I thought of her as I waded through The Ultimate Biography of The Bee Gees: Tales of the Brothers Gibb by Melinda Bilyeu, Hector Cook, and Andrew Mon Hughes, with assistance from Joseph Brennan and Mark Crohan. It was with some trepidation I took this book down from the shelf in the library. There are three Bee Gees and they have had a long career from early teenage years to the death of Maurice in 2003, which effectively ended the band, but still the book seemed inordinately large. Was there that much to be said about any pop group?

To begin with, I was pleasantly surprised. Before the second chapter was over, both Barry and Maurice had almost been killed in childhood accidents, both before they were two.  Later on, Robin is almost wiped out by a truck. And they become youthful vandals and troublemakers. This was evidently a story fraught with incident and accident and who knows what else.

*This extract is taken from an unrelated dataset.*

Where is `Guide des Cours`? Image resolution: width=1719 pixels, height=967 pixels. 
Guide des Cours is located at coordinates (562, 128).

But then the story slowed down bogged in unimaginable detail. The Bee Gees started performing as children and their career continued for five decades. They also had a career as song writers, a career that started early and continued alongside their performing careers. It’s an important facet of their story. More than once, Barry Gibb and the others have said they would rather be remembered as a songwriters than pop stars. If you doubt me, read this book. This gets stated at least five times.

In addition we get a potted history of just about every band that ever recorded a Gibb Brothers song. Or played with the Bee Gees. Or musicians who played a gig in the Bee Gees band then went on with their own lives.  Not potted in a sentence but in at least two or three paragraphs. And the vast majority of pop bands disappear without trace, so this is tedious detail on bands you never heard of. 

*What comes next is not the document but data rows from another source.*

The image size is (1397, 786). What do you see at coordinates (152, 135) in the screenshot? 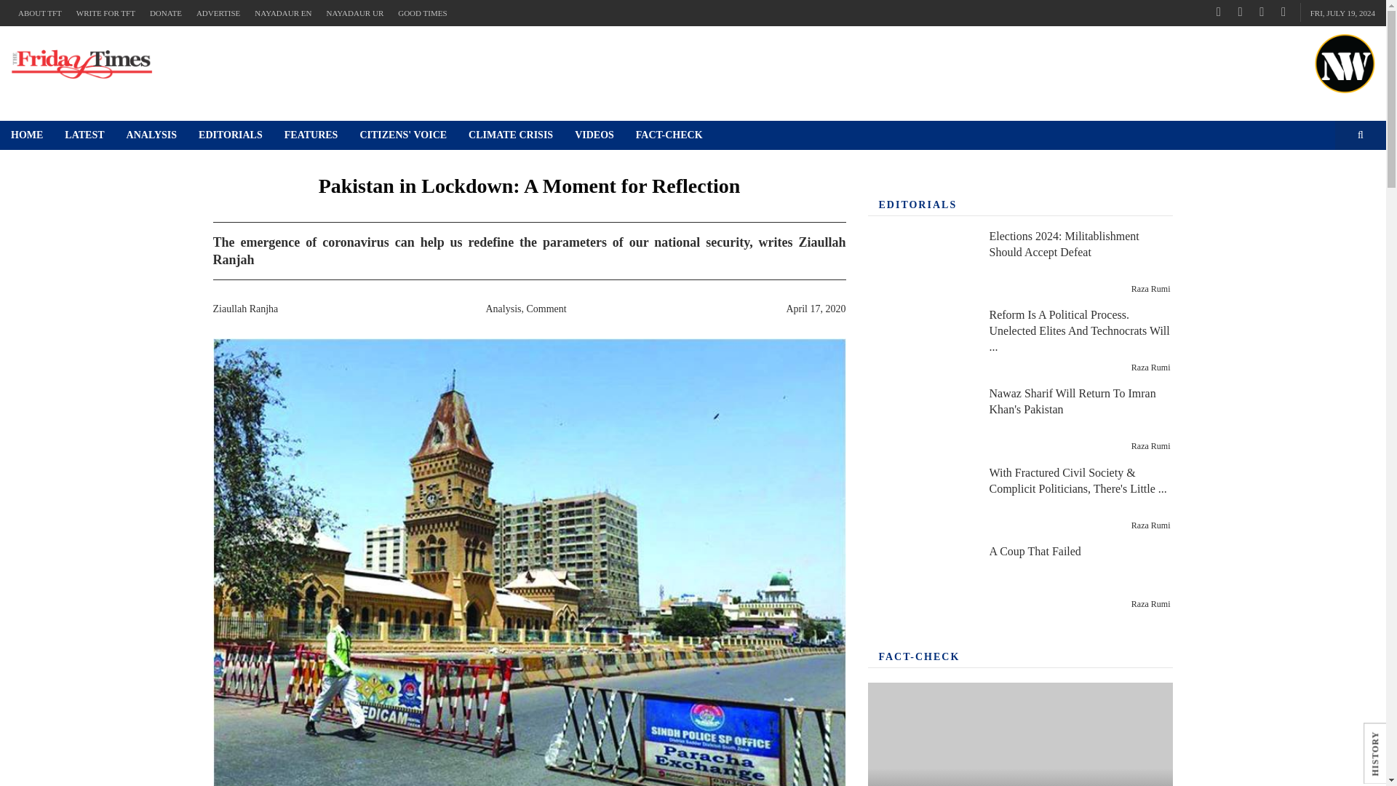
I see `ANALYSIS` at bounding box center [152, 135].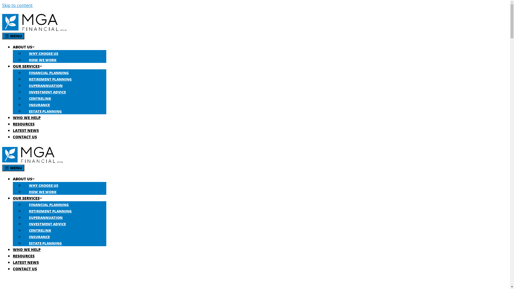  Describe the element at coordinates (46, 218) in the screenshot. I see `SUPERANNUATION` at that location.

And all incidents seem to require the viewpoint of all three brothers at least, if not their wives, families and business associates. Which might be useful if these views were substantially different but often they’re not. It’s more often reiteration than clarification or diversification. It’s like watching those all-star films where the contract states they all get equal screen time.

And we get press releases and statements, not summarised or effectively quoted but quoted in full. For example, Robin moves to the country with his wife and buys a dog, and as pop stars do, makes a statement about it. This may be of interest to fans, and the private life of one of the Bee Gees is fair fodder for a book like this. But do we need three paragraphs quoted in full on the dog taking to the country life? Wouldn’t one sentence do?

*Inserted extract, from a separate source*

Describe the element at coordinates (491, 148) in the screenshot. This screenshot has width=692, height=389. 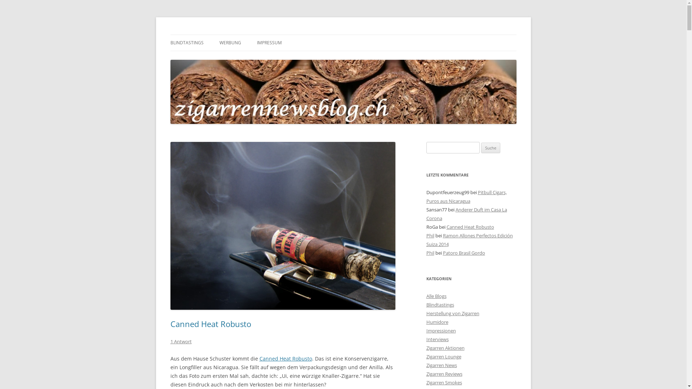
I see `Suche` at that location.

Not that this is not a story without interest. Three brothers creating a band and a sound that lasts for decades, producing some of the great pop songs, with break-ups, arguments, triumphs and low points, personal tragedy, there is a lot to be enjoyed here. (And compared to another family band, the Beach Boys, the Bee Gees are the Brady Bunch.) Meanwhile, their song-writing abilities alone deserve respect. They once wrote three number one hit songs in a fifteen-minute session. We learn their method of working, keeping rhythm by slapping their thighs, they set the melody first and never deviate from it, which may account for the tortured syntax some of their lyrics can have. This should be a scintillating and insightful read. But the book betrays its origins. It’s written by a committee (this approach worked once, with the King James Bible, and never since) and started life as a blurb for a program for one of their concerts. You’ve read one of those blurbs. Now imagine that going on for 700 pages. Not that it’s a hagiography. The band and its individual members get criticised and this is reported fairly.

Its major fault is a lack of editorial nous. There is no sense of what the authors are trying to do except get every thing they know about the Bee Gees into one book. Statements and information is repeated. One wonders if there was a final edit. This book is probably very useful as a reference book but as a read it’s tedious. The index is quite good. This is not damning with faint praise – lack of a good index has ruined many a good non-fiction book.

I wish this book was better than it is. I enjoy the Bee Gees’ music and in interviews they come across as entertaining and fun. The ultimate biography, despite the title here, is yet to be written.